- The VENTANA DP 600 is Roche’s new, high-capacity slide scanner that creates high-resolution, digital images of stained tissue samples that help to diagnose cancer and determine a patient’s treatment.
- Cancer is a leading cause of death worldwide, accounting for nearly 10 million deaths in 2020, or nearly one in six deaths. Many cancers can be cured if detected early and treated effectively.
- The Roche Digital Pathology solution helps empower the digital transformation of pathology and enable better, more personalised healthcare.
Roche (SIX: RO, ROG; OTCQX: RHHBY) has announced the CE launch of the next-generation VENTANA DP 600 slide scanner (CE-IVD marked). This high-capacity slide scanner produces excellent image quality of stained histology slides from patient tissue samples, while providing ease-of-use and workflow flexibility for the pathology lab1.
“The VENTANA DP 600 slide scanner is vital for the advancement of healthcare in Africa. This solution helps to ensure that each patient receives the most effective treatment plan possible, regardless of where they live,” said Alan Yates Ad-Interim General Manager of Roche Diagnostics. He added, “When combined with our innovative AI image analysis algorithms, the VENTANA DP 600 creates opportunities for better collaboration and remote diagnosis, which can be lifesaving in African countries with large rural populations. Innovative solutions such as this allow us to move closer to our vision of enabling health for every African.”
The VENTANA DP 600 slide scanner is an important addition to the Roche Digital Pathology portfolio, which provides innovative, high-quality digital solutions that automate tissue diagnostics and empower pathologists to provide faster and more comprehensive diagnostic results to healthcare providers and their patients2.
Digital Pathology refers to the digitalisation of the traditional pathology workflow starting from slide scanning to visualisation to analysis. Digital Pathology is transforming traditional histopathology by improving efficiency, depth of analysis, and opportunity for collaboration in pathology workflows.
For example, once the slide scanner captures and converts stained tissue on glass slides to digital images, these images can be managed, shared, and analysed by pathologists and can help determine a cancer patient’s treatment.
This new 240-slide scanner, which builds on the success of the 6-slide VENTANA DP 200 scanner, will help anatomic pathology laboratories accelerate the digitalisation of their pathology workflow. Both scanners feature the same innovative optics and dynamic focus technology for high-resolution, high-quality colour images that accurately reproduce the image quality that pathologists see under microscopes.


## Task to carry out
Give the number of lines in the data that contain the word "maine"; no other text is needed.

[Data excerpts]
........

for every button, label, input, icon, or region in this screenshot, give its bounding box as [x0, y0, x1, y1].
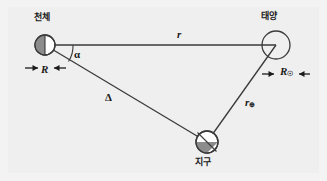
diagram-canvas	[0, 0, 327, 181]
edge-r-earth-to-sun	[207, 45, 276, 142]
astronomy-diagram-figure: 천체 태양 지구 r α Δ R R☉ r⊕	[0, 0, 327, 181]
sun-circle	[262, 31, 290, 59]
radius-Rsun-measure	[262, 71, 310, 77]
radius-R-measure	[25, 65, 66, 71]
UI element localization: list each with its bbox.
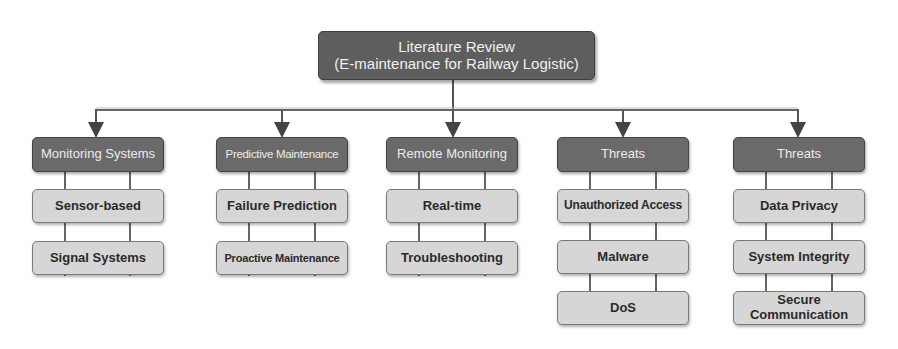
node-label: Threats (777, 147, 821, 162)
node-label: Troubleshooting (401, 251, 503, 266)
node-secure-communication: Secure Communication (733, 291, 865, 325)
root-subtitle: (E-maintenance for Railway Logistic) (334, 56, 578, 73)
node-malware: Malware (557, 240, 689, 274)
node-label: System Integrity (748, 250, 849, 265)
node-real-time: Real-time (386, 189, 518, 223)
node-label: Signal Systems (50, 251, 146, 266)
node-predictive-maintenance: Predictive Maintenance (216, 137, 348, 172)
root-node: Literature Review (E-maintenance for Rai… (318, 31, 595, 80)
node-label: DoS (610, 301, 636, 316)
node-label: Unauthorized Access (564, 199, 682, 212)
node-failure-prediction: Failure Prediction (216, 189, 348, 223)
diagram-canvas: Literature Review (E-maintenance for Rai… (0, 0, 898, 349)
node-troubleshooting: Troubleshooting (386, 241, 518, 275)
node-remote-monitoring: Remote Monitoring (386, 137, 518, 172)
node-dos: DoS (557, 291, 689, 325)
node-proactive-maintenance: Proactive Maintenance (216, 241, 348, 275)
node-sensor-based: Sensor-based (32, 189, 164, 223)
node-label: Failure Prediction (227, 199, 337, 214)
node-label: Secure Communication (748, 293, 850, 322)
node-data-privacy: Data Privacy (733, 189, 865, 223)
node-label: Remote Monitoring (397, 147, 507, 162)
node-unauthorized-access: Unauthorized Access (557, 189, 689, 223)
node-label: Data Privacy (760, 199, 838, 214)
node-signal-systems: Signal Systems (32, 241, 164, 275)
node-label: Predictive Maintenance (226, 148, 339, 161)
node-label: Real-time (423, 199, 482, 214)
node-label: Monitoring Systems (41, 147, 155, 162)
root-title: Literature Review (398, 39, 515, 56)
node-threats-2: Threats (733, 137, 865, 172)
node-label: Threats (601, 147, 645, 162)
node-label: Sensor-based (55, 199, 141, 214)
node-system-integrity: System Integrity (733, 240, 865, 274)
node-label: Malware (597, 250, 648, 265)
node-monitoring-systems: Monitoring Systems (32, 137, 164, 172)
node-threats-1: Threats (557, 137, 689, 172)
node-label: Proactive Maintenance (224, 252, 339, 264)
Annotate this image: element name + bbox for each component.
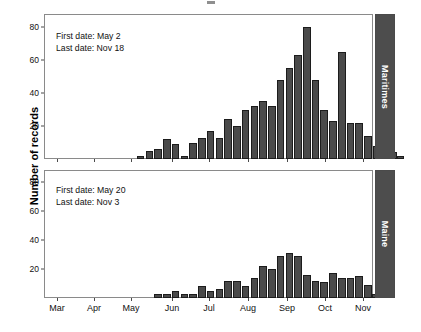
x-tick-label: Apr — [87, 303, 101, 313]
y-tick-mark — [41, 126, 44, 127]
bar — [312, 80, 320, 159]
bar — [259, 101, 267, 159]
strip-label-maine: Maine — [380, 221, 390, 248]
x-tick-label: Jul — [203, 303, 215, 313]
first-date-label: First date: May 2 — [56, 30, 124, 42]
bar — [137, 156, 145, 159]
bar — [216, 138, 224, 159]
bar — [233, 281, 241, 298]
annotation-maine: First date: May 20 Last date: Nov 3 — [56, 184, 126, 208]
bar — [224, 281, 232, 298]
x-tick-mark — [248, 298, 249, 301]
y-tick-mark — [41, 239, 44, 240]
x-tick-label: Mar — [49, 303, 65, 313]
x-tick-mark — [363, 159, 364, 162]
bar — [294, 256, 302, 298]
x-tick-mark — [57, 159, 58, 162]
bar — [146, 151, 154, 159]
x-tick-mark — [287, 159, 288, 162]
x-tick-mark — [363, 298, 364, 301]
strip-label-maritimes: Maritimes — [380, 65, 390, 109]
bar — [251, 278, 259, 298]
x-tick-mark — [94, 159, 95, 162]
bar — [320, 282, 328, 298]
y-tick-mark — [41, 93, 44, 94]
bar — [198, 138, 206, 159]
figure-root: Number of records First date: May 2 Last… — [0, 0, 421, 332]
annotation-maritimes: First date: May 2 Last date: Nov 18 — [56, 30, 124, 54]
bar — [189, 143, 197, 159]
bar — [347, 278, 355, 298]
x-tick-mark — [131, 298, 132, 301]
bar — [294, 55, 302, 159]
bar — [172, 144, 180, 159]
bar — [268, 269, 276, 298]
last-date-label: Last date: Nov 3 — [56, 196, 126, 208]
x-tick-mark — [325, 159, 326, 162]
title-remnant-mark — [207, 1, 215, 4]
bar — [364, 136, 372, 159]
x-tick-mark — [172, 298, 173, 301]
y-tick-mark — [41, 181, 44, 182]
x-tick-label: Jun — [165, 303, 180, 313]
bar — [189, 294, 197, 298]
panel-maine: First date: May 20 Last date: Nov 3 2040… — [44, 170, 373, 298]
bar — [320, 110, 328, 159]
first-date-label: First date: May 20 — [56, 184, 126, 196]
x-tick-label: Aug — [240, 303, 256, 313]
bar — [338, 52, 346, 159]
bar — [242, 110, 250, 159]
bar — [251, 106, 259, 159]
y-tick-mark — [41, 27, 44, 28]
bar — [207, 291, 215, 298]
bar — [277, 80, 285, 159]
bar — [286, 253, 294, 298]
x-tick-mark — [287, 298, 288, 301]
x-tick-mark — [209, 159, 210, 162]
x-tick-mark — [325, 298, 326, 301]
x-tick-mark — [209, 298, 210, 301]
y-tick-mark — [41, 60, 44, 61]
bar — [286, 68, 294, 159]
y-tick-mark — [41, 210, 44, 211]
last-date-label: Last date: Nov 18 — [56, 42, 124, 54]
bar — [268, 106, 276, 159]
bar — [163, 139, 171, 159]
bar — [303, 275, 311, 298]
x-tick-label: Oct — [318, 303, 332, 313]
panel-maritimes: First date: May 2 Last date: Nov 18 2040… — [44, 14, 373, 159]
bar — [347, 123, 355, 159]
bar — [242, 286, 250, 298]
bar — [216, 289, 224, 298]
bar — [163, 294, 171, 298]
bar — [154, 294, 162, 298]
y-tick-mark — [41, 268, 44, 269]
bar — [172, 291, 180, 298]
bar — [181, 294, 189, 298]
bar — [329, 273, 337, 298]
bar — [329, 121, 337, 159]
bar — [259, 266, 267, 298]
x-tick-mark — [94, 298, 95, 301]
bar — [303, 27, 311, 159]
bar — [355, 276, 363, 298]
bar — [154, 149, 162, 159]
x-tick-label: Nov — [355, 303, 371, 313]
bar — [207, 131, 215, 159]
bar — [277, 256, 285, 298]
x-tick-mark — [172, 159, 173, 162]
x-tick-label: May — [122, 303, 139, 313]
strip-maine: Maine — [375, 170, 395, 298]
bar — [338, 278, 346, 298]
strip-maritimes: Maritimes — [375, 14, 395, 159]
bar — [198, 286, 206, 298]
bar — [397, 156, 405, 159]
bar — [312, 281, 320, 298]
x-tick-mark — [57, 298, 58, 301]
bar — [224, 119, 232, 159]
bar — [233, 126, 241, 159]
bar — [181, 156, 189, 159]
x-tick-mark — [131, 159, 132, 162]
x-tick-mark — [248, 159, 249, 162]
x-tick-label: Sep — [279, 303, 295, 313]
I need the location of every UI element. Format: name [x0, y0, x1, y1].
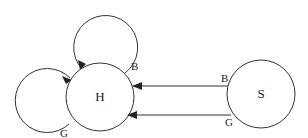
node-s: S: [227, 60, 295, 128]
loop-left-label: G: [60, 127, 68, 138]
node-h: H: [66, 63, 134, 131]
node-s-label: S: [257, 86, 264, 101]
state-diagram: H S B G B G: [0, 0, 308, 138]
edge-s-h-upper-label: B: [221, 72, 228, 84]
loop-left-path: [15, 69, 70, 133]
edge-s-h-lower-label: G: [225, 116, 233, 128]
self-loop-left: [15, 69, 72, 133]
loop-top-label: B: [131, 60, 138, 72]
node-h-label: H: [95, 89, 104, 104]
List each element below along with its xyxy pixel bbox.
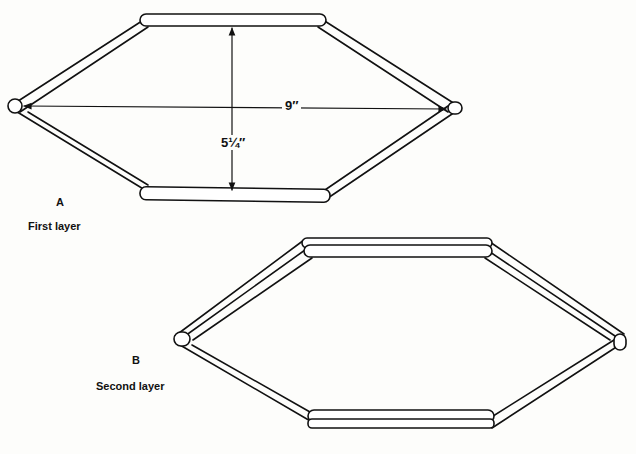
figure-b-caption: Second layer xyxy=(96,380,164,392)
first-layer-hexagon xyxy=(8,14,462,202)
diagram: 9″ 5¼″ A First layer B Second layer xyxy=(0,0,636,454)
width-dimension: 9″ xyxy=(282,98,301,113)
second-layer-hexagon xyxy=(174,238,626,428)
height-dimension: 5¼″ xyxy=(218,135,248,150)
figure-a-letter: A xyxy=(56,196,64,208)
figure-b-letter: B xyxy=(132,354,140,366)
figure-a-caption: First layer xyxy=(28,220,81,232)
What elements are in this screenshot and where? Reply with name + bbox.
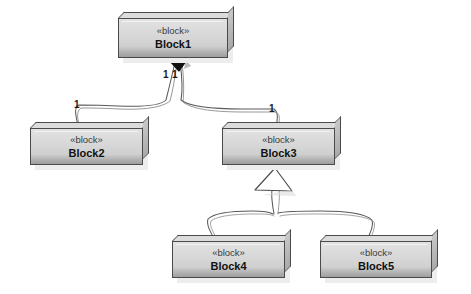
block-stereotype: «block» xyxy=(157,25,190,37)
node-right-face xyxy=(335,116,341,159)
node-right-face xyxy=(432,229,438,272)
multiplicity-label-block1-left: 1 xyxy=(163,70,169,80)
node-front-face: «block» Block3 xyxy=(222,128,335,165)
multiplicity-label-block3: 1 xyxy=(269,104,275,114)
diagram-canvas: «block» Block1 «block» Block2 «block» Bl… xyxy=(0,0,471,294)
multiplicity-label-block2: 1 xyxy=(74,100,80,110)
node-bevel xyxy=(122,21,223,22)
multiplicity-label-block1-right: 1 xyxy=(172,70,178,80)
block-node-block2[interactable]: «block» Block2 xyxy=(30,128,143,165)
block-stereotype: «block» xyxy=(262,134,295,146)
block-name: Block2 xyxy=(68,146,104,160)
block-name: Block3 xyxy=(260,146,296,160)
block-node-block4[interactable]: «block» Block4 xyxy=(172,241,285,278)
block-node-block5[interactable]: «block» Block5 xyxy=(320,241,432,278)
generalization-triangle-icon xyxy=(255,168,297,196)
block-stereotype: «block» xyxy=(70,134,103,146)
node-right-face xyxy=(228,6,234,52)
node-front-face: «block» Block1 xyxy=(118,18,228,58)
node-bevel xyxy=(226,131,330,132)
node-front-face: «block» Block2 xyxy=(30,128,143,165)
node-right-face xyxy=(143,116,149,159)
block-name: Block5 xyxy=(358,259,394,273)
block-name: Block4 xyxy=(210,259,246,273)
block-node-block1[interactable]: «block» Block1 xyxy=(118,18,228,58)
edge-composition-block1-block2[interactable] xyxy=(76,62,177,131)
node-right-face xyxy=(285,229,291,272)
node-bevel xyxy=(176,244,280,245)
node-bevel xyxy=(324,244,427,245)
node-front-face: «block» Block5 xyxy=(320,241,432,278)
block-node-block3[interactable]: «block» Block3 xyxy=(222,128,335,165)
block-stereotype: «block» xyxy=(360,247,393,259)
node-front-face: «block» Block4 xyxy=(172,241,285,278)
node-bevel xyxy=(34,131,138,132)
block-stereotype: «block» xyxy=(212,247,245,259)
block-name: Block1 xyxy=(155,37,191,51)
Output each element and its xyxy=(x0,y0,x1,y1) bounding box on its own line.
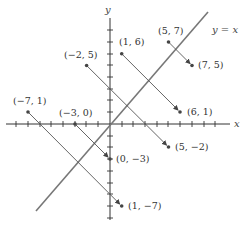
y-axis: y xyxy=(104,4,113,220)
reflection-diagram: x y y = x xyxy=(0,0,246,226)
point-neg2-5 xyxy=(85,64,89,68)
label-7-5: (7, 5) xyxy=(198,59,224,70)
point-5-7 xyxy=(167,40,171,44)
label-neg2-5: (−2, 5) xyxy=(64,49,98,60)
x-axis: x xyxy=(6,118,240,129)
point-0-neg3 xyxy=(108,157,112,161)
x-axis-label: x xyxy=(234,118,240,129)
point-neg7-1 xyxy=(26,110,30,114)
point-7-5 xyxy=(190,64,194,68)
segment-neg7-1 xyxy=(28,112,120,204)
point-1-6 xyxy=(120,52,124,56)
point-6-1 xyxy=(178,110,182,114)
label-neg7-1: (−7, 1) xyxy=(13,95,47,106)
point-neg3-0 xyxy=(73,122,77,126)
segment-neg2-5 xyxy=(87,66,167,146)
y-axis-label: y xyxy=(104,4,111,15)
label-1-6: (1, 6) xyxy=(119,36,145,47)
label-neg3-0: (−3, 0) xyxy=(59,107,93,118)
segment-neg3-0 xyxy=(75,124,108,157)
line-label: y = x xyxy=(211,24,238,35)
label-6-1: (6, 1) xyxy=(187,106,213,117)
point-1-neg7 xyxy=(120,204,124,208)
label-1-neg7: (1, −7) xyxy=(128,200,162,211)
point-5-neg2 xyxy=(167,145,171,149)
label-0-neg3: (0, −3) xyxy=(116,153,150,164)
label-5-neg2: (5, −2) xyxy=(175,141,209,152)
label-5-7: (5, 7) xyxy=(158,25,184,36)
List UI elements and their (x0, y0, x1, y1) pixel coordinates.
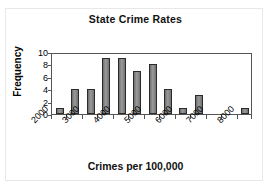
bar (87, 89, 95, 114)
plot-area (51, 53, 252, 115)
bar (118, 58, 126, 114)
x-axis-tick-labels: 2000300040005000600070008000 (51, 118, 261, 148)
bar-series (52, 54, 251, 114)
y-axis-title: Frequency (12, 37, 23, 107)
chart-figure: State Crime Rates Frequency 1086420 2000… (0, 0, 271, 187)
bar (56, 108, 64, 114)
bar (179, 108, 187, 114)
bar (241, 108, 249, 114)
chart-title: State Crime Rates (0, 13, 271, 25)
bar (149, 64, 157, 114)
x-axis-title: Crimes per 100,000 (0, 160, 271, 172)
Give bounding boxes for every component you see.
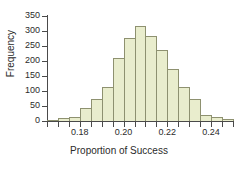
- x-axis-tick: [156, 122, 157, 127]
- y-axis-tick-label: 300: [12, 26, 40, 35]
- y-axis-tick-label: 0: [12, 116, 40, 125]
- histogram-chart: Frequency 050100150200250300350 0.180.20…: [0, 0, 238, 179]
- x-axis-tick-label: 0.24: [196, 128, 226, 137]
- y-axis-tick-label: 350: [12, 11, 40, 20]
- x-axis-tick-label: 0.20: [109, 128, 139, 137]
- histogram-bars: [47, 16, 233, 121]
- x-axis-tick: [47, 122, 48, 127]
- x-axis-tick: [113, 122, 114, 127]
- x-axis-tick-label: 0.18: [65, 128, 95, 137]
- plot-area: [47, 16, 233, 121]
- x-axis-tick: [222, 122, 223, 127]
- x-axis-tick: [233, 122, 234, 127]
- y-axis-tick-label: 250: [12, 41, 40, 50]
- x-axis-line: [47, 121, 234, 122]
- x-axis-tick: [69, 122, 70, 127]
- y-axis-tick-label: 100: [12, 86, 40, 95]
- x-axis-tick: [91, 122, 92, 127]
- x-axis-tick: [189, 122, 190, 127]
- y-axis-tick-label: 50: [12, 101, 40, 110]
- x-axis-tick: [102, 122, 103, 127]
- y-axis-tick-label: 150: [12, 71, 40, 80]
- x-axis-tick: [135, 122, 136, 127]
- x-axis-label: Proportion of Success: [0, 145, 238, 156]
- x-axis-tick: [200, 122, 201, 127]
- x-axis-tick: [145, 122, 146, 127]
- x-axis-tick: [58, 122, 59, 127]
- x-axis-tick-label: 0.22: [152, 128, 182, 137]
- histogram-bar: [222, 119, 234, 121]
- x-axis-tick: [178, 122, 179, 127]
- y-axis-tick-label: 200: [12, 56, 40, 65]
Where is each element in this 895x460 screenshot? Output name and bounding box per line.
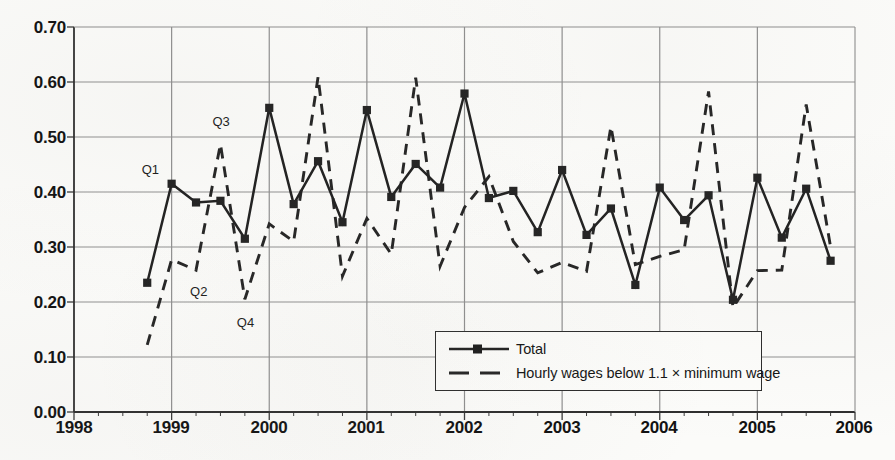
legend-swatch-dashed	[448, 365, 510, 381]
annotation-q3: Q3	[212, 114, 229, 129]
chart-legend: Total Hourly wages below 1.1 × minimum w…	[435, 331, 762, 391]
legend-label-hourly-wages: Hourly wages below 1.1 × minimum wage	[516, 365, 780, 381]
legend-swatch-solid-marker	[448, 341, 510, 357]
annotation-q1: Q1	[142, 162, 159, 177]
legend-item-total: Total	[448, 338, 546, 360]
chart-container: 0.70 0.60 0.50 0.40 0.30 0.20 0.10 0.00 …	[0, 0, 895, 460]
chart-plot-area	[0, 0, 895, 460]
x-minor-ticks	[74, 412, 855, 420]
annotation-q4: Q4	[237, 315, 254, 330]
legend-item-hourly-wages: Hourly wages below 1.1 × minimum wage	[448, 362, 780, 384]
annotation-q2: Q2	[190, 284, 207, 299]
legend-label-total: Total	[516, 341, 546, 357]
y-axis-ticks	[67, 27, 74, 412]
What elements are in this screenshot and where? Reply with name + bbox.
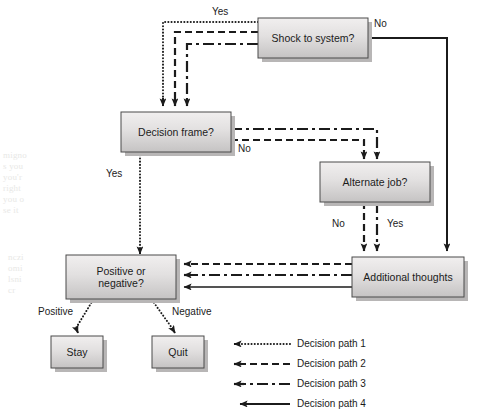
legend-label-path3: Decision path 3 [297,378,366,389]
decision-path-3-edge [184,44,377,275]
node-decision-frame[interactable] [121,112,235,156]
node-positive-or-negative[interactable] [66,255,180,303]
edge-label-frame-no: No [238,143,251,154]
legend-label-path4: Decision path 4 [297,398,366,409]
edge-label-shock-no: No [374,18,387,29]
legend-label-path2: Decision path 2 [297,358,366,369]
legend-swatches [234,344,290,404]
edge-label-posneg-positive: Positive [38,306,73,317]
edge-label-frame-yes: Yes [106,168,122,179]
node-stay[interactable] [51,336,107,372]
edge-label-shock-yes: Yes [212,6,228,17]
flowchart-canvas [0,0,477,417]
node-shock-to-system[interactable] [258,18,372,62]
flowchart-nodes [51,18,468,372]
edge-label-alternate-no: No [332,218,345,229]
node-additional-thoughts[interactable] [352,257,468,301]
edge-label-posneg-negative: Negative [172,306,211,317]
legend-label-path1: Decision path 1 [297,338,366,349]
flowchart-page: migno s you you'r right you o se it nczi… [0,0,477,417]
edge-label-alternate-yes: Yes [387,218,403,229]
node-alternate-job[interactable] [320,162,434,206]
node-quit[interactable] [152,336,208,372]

........

## Task answer
4